HorNet campaigners outside council HQ - Number One Riverside, Rochdale. Credit - HorNet.
“As a campaign group HorNets made the government aware of the problem and that it could be impacting over 3 million people,” Halima continued.
“Then the government has now come out saying they want to build millions more homes.
“How are they able to justify trapping more people in fleecehold. When the government knows this is happening. Is this what we want all over England?
“If this was a private estate I could understand the cost, but it’s public open space so anyone can come on this and we have to pay to maintain it.”
The fierce campaigner has publicly objected to a number of property developments in the Rochdale area to avoid others falling into the same ‘trap’ as she did. A recent planning committee meeting approved 445 new homes for Cowm Top Lane in Castleton – much to Halima’s despair.
The developers GLP Trows LLP and BDW Trading Ltd promised a linear park, open green space and playgrounds alongside the 445 houses. But Halima fears these benefits could come back to hit the new residents in the pocket, like it did with her.

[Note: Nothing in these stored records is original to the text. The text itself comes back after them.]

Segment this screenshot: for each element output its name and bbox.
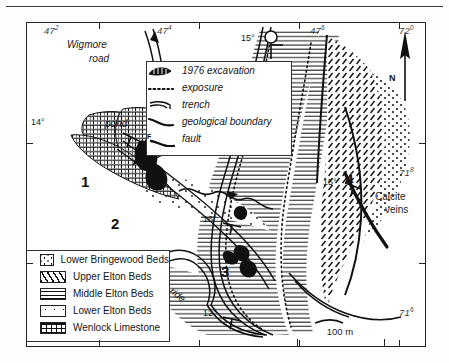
frame-tick-top-1	[99, 23, 100, 29]
pattern-swatch-upper-elton	[40, 271, 66, 283]
locality-number-3: 3	[221, 263, 229, 280]
strat-item-lower-bringewood: Lower Bringewood Beds	[40, 251, 169, 268]
exposure-icon	[147, 82, 175, 94]
north-arrow-icon	[395, 29, 415, 103]
pattern-swatch-wenlock-limestone	[40, 322, 66, 334]
legend-label-fault: fault	[182, 133, 201, 144]
strat-item-middle-elton: Middle Elton Beds	[40, 285, 169, 302]
north-arrow-label: N	[389, 73, 396, 83]
page-top-rule	[6, 6, 443, 7]
legend-label-exposure: exposure	[182, 82, 223, 93]
grid-label-right-2: 716	[399, 306, 414, 318]
geological-boundary-icon	[147, 116, 175, 128]
scale-bar-rule	[297, 339, 385, 347]
pattern-swatch-middle-elton	[40, 288, 66, 300]
frame-tick-left-2	[27, 263, 33, 264]
scale-bar-label: 100 m	[297, 326, 383, 337]
frame-tick-right-2	[419, 263, 425, 264]
legend-label-boundary: geological boundary	[182, 116, 272, 127]
legend-item-boundary: geological boundary	[147, 113, 291, 130]
legend-item-trench: trench	[147, 96, 291, 113]
strat-label-upper-elton: Upper Elton Beds	[73, 271, 151, 282]
label-pond: pond	[105, 118, 127, 129]
strat-label-lower-elton: Lower Elton Beds	[73, 305, 151, 316]
north-arrow: N	[395, 29, 415, 103]
frame-tick-top-3	[299, 23, 300, 29]
strat-label-lower-bringewood: Lower Bringewood Beds	[61, 254, 169, 265]
strat-label-middle-elton: Middle Elton Beds	[73, 288, 154, 299]
frame-tick-right-1	[419, 143, 425, 144]
excavation-icon	[147, 65, 175, 77]
legend-symbols: 1976 excavation exposure	[146, 61, 292, 156]
frame-tick-bottom-1	[99, 340, 100, 346]
frame-tick-bottom-2	[199, 340, 200, 346]
fault-icon: F	[147, 133, 175, 145]
grid-label-top-2: 474	[157, 24, 172, 36]
locality-number-4: 4	[345, 171, 353, 188]
pattern-swatch-lower-elton	[40, 305, 66, 317]
grid-label-right-1: 718	[399, 166, 414, 178]
legend-label-excavation: 1976 excavation	[182, 65, 255, 76]
dip-reading-16: 16°	[203, 214, 217, 224]
grid-label-top-1: 472	[44, 24, 59, 36]
legend-item-exposure: exposure	[147, 79, 291, 96]
figure-page: Wigmore road pond ride Calcite veins 14°…	[0, 0, 449, 363]
dip-reading-15-top: 15°	[241, 33, 255, 43]
fault-marker-F: F	[147, 133, 152, 140]
dip-reading-15-right: 15°	[323, 177, 337, 187]
label-calcite-veins-line1: Calcite	[375, 191, 406, 202]
legend-label-trench: trench	[182, 99, 210, 110]
strat-item-wenlock-limestone: Wenlock Limestone	[40, 319, 169, 336]
grid-label-top-4: 720	[399, 24, 414, 36]
dip-reading-14: 14°	[31, 117, 45, 127]
frame-tick-bottom-4	[399, 340, 400, 346]
legend-item-excavation: 1976 excavation	[147, 62, 291, 79]
locality-number-1: 1	[81, 173, 89, 190]
legend-stratigraphy: Lower Bringewood Beds Upper Elton Beds M…	[26, 250, 170, 342]
frame-tick-top-2	[199, 23, 200, 29]
pattern-swatch-lower-bringewood	[40, 254, 54, 266]
legend-item-fault: F fault	[147, 130, 291, 147]
label-calcite-veins-line2: veins	[385, 204, 408, 215]
label-wigmore-road-line2: road	[89, 53, 109, 64]
frame-tick-bottom-3	[299, 340, 300, 346]
strat-label-wenlock-limestone: Wenlock Limestone	[73, 322, 160, 333]
dip-reading-12: 12°	[203, 308, 217, 318]
strat-item-lower-elton: Lower Elton Beds	[40, 302, 169, 319]
trench-icon	[147, 99, 175, 111]
label-wigmore-road-line1: Wigmore	[67, 39, 107, 50]
locality-number-2: 2	[111, 215, 119, 232]
scale-bar: 100 m	[297, 326, 385, 347]
grid-label-top-3: 476	[310, 24, 325, 36]
strat-item-upper-elton: Upper Elton Beds	[40, 268, 169, 285]
frame-tick-left-1	[27, 143, 33, 144]
map-frame: Wigmore road pond ride Calcite veins 14°…	[26, 22, 426, 347]
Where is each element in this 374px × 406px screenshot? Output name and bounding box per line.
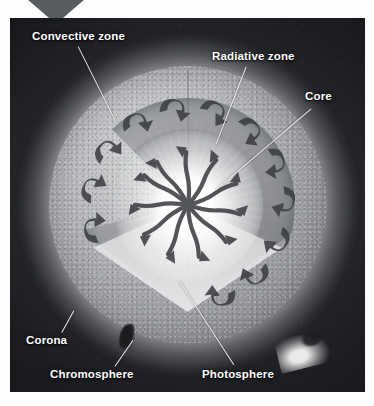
sun-disc xyxy=(49,66,327,344)
label-photosphere: Photosphere xyxy=(202,368,274,380)
sun-diagram-photo: Convective zoneRadiative zoneCoreCoronaC… xyxy=(10,18,365,392)
label-corona: Corona xyxy=(26,334,67,346)
label-radiative-zone: Radiative zone xyxy=(212,50,295,62)
core-layer xyxy=(113,130,263,280)
figure-stage: Convective zoneRadiative zoneCoreCoronaC… xyxy=(0,0,374,406)
label-chromosphere: Chromosphere xyxy=(50,368,134,380)
label-convective-zone: Convective zone xyxy=(32,30,125,42)
label-core: Core xyxy=(305,90,332,102)
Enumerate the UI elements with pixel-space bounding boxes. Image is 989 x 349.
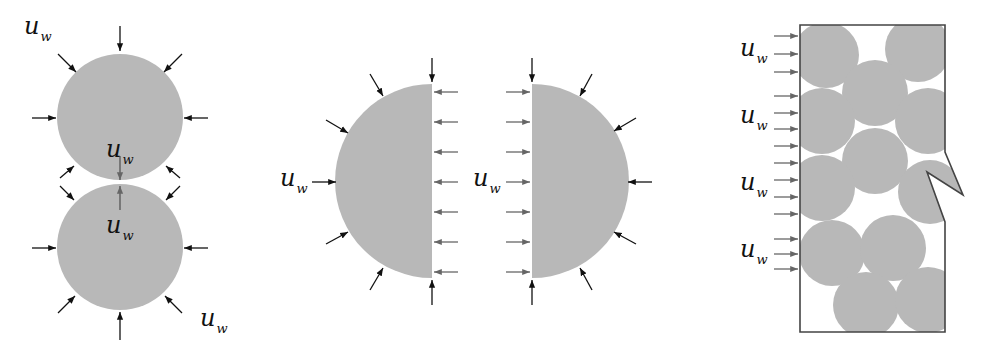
cut-face-arrows-right xyxy=(506,92,530,272)
left-wall-arrows xyxy=(774,36,798,269)
half-particle-left xyxy=(335,84,432,278)
label-uw-p2-right: uw xyxy=(473,166,500,190)
cut-face-arrows-left xyxy=(434,92,458,272)
label-uw-p3-3: uw xyxy=(740,170,767,194)
label-uw-p1-bottomright: uw xyxy=(200,306,227,330)
label-uw-p3-4: uw xyxy=(740,237,767,261)
half-particle-right xyxy=(532,84,629,278)
label-uw-p3-2: uw xyxy=(740,103,767,127)
label-uw-p1-center-bottom: uw xyxy=(106,213,133,237)
label-uw-p1-center-top: uw xyxy=(106,137,133,161)
label-uw-p1-topleft: uw xyxy=(24,14,51,38)
label-uw-p2-left: uw xyxy=(280,166,307,190)
label-uw-p3-1: uw xyxy=(740,36,767,60)
panel-packed-box xyxy=(774,16,963,338)
panel-two-particles xyxy=(32,26,208,340)
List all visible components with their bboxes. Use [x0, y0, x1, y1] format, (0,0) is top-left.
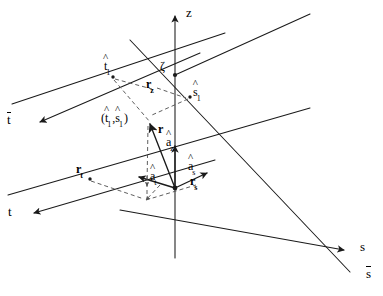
upper-plane-line-b — [175, 14, 310, 75]
label-s-hat-1: s1 — [193, 86, 202, 101]
dash-rt-to-bottom — [91, 181, 144, 199]
pair-s-subscript: 1 — [119, 120, 123, 129]
axis-label-t: t — [8, 205, 12, 218]
zeta-point — [173, 73, 177, 77]
label-r-t: rt — [76, 163, 84, 178]
a-hat-s-subscript: s — [192, 168, 195, 177]
pair-t-subscript: 1 — [107, 120, 111, 129]
label-vector-r: r — [158, 123, 163, 135]
label-a-hat-s: as — [188, 160, 196, 175]
a-hat-t-subscript: t — [154, 178, 156, 187]
label-r-s: rs — [190, 175, 198, 190]
axis-label-z: z — [186, 6, 192, 19]
dash-rz-to-s1 — [157, 88, 186, 98]
r-s-subscript: s — [194, 183, 197, 192]
axis-label-s: s — [360, 240, 365, 253]
r-t-subscript: t — [80, 171, 83, 180]
r-t-point — [88, 177, 91, 180]
geometry-figure: z ζ t t s s t1 s1 rz rt rs r az as at (t… — [0, 0, 383, 296]
label-a-hat-z: az — [166, 136, 175, 151]
label-r-z: rz — [146, 78, 155, 93]
label-a-hat-t: at — [150, 170, 158, 185]
a-hat-z-subscript: z — [170, 144, 174, 153]
r-z-subscript: z — [150, 86, 154, 95]
t-hat-1-subscript: 1 — [106, 68, 110, 77]
t-hat-1-point — [111, 75, 114, 78]
point-label-zeta: ζ — [160, 60, 165, 72]
label-coordinate-pair: (t1,s1) — [101, 112, 128, 127]
diagram-canvas — [0, 0, 383, 296]
label-t-hat-1: t1 — [104, 60, 111, 75]
s-hat-1-point — [188, 95, 191, 98]
s-hat-1-subscript: 1 — [197, 94, 201, 103]
axis-label-s-bar: s — [366, 266, 371, 280]
s-bar-glyph: s — [366, 266, 371, 280]
t-bar-glyph: t — [7, 112, 11, 126]
dash-s1-to-rtip — [152, 99, 188, 115]
pair-close-paren: ) — [124, 111, 128, 125]
axis-label-t-bar: t — [7, 112, 11, 126]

Housing developer Persimmons did not wish to comment on this issue, but did point towards last year’s report from the Competition and Markets Authority (CMA).
That report, published in February 2024, recommended that the government take action to stop this issue.
It reads: “Private companies increasingly provide and charge for such management services, whereas in the past the default position was that public authorities, in particular local authorities, would generally ‘adopt’, (ie take on responsibility in perpetuity for) such amenities.
“We have identified that households subject to such arrangements may face detriment in the form of the charges they pay, the quality of amenities available to them and the quality of management services they receive, the potential for disproportionate sanctions to be applied for outstanding charges, and the sometimes significant efforts required to achieve a satisfactory outcome in those regards.
“Fundamentally, we consider that the root cause of the aggregate detriment we observe is the decrease in levels of adoption of amenities by relevant authorities, resulting in a proliferation of private management arrangements in which estate management companies may possess significant market power.”